#### [DIRECTIONS FOR THIS TASK]
Give the entries back exactly, dropping each image.

TASK MATERIAL START

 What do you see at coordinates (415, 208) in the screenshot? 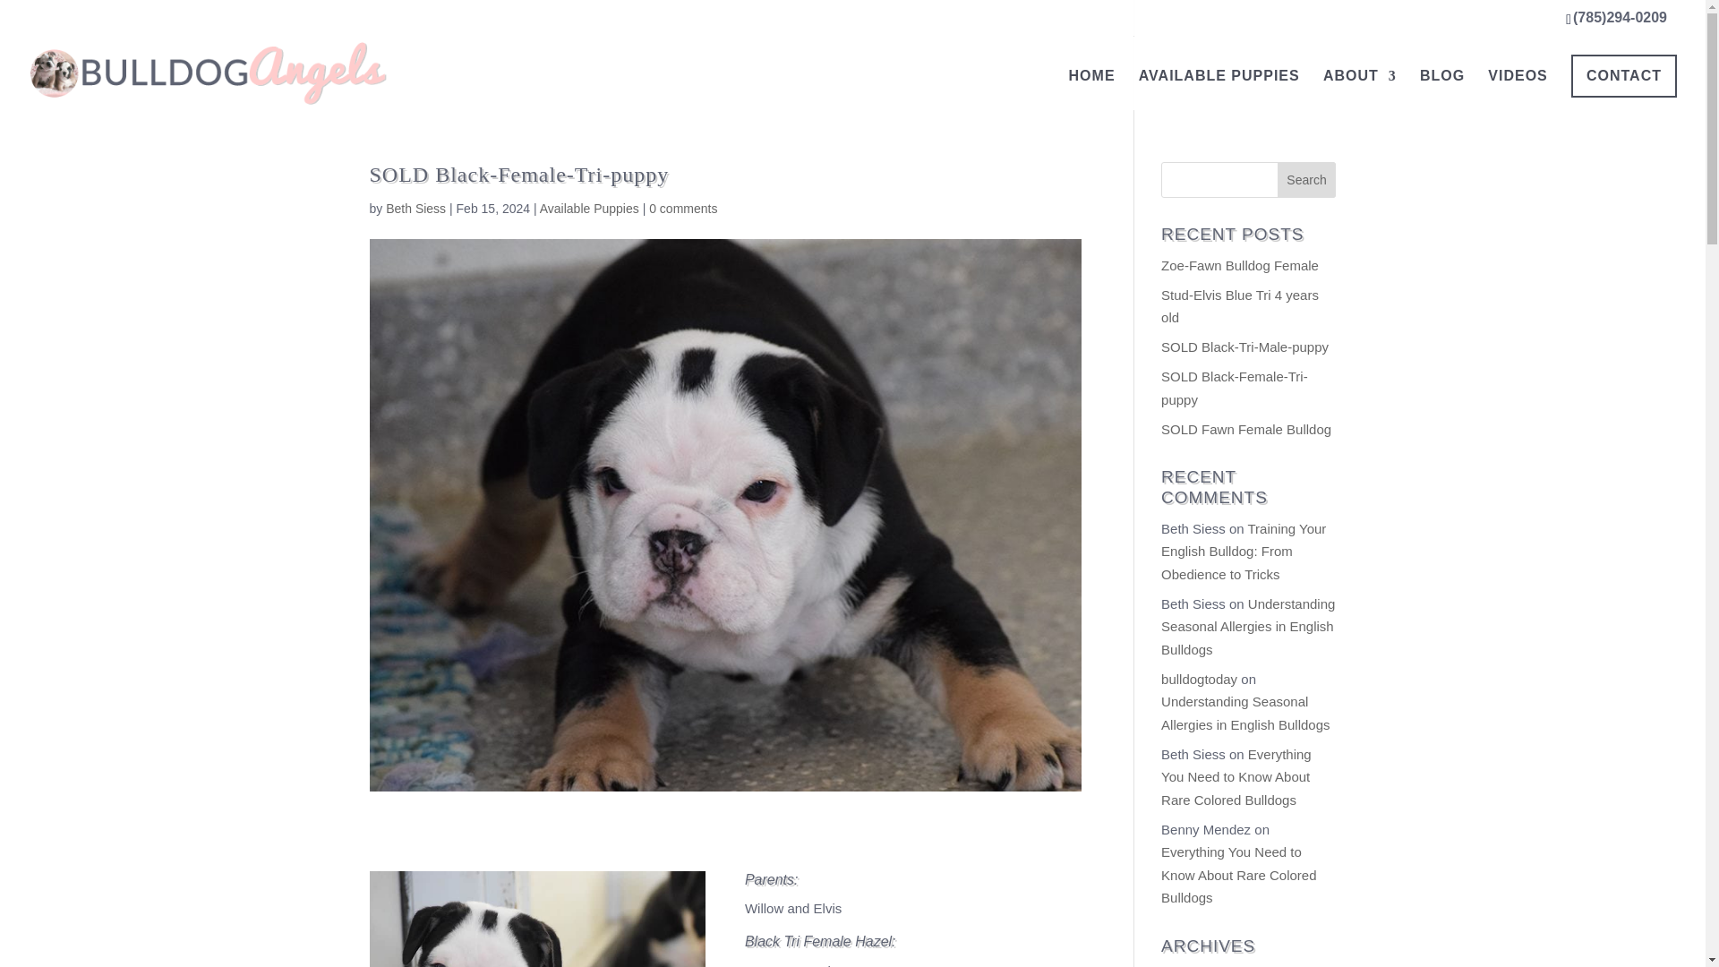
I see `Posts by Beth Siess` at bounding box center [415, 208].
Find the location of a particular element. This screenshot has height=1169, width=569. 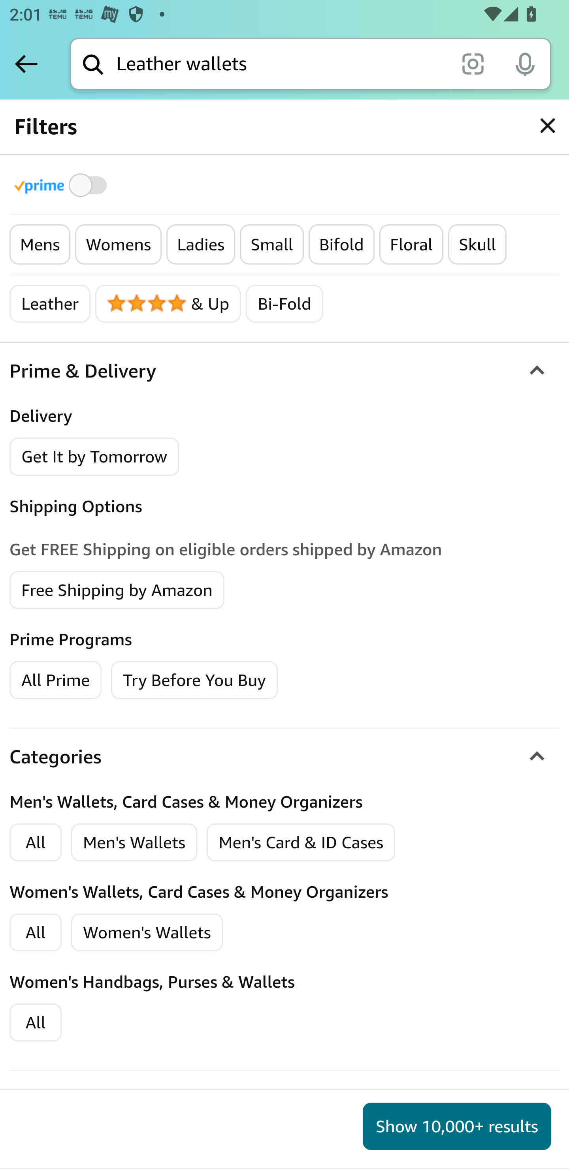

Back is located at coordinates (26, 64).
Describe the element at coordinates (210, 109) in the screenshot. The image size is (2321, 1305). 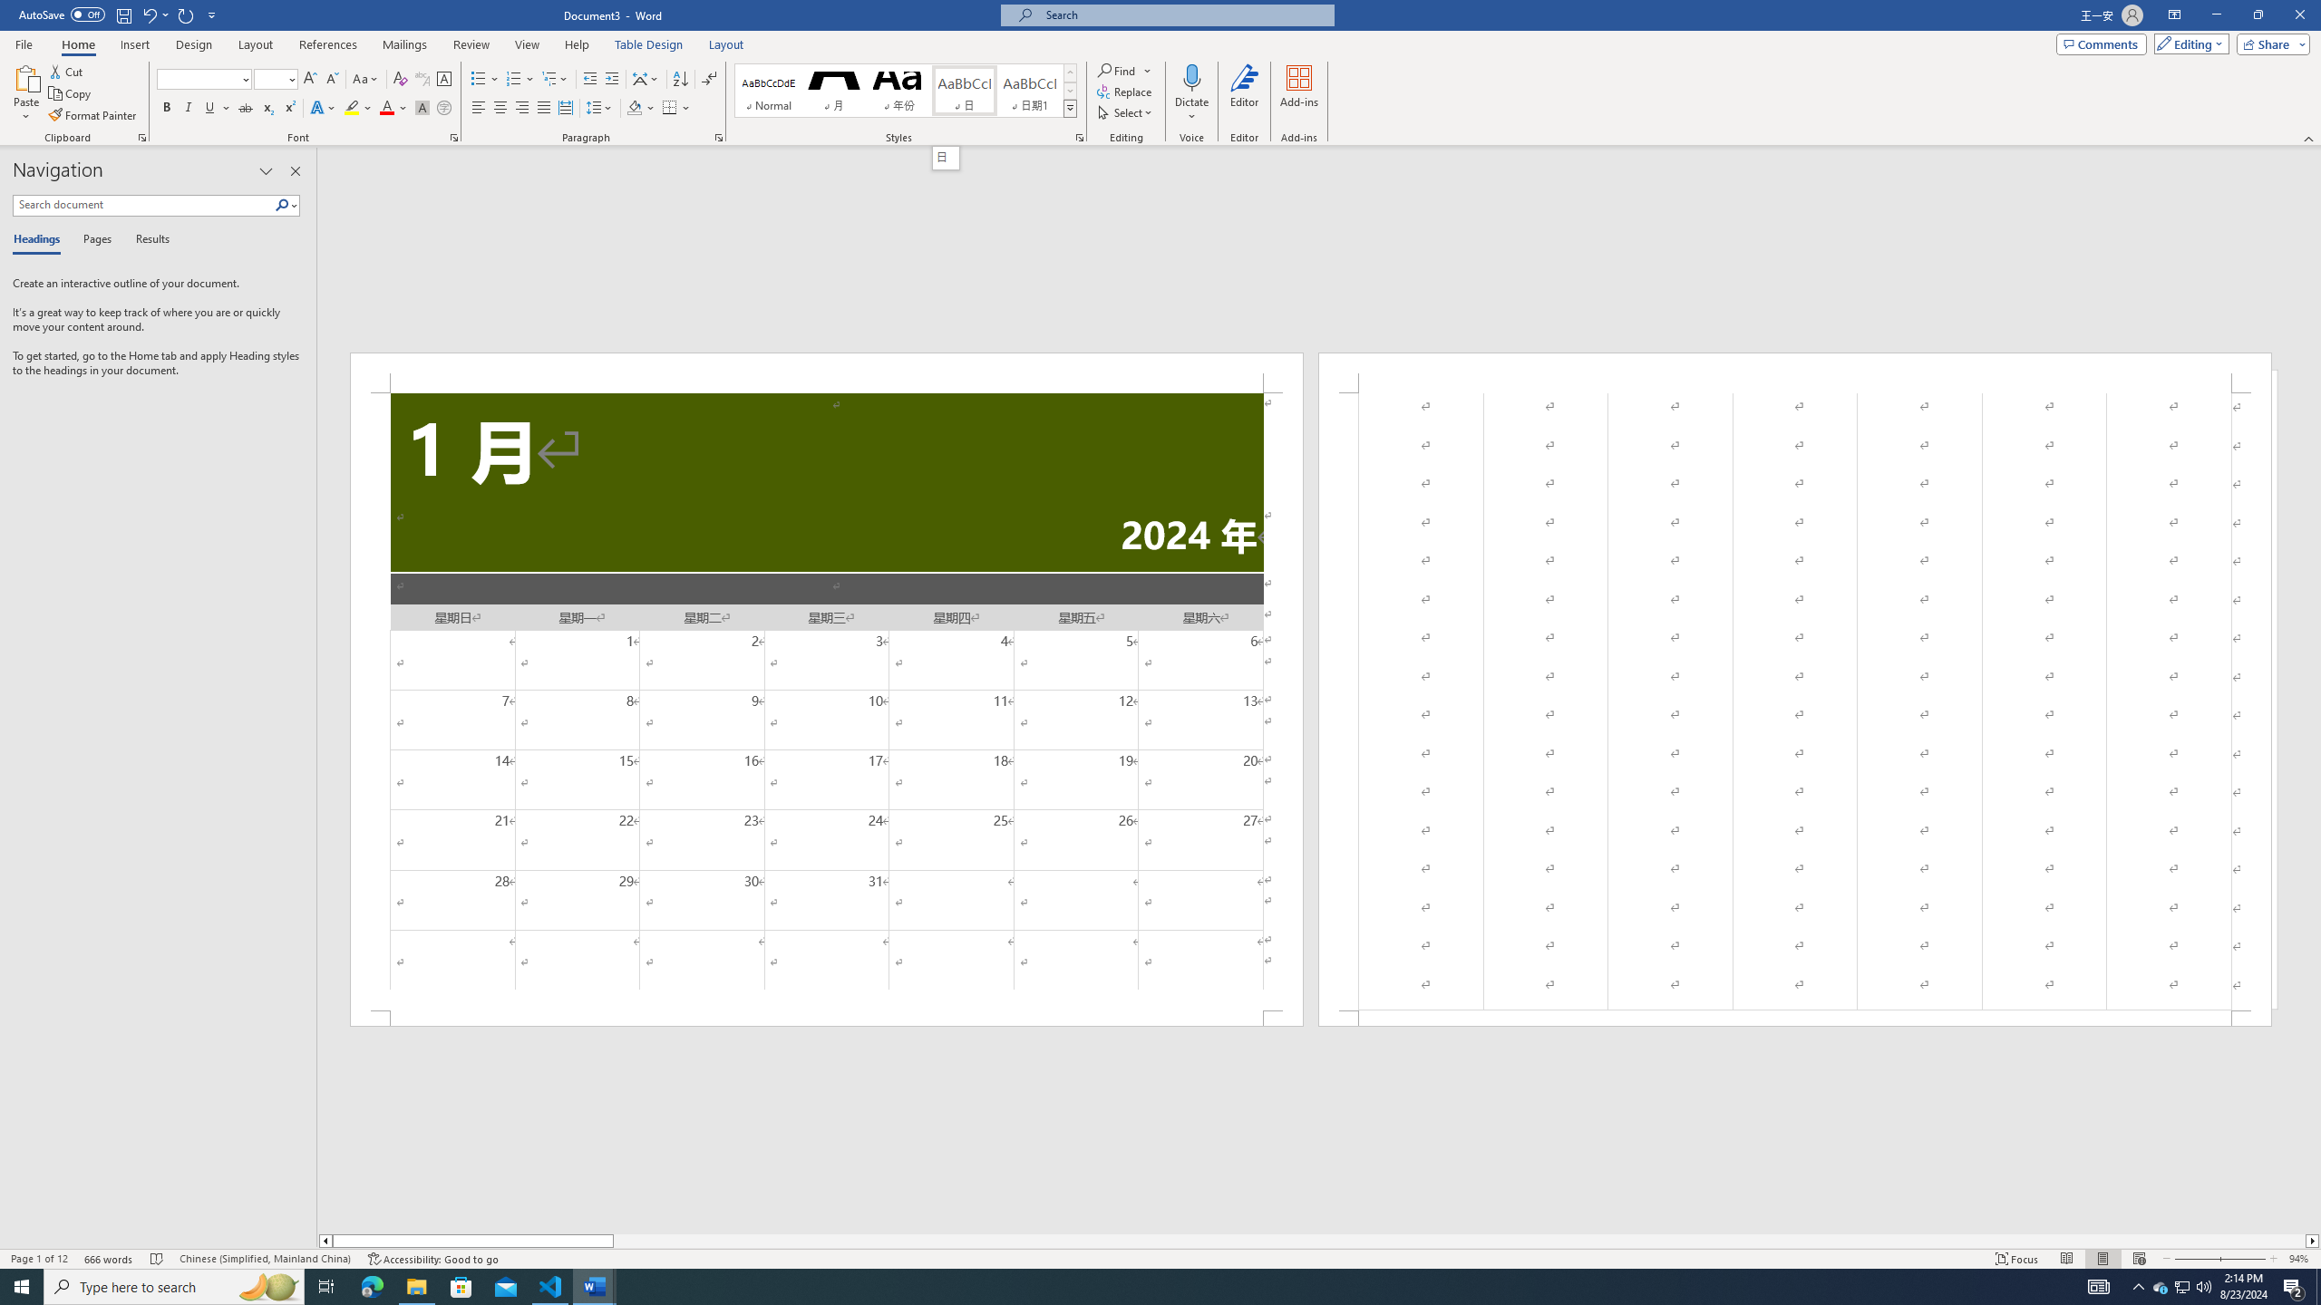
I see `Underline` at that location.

TASK MATERIAL END

#### [RESULT]
 What do you see at coordinates (415, 208) in the screenshot? 
I see `Posts by Beth Siess` at bounding box center [415, 208].
Find the location of a particular element. This screenshot has height=1169, width=569. 

Back is located at coordinates (26, 64).
Describe the element at coordinates (210, 109) in the screenshot. The image size is (2321, 1305). 
I see `Underline` at that location.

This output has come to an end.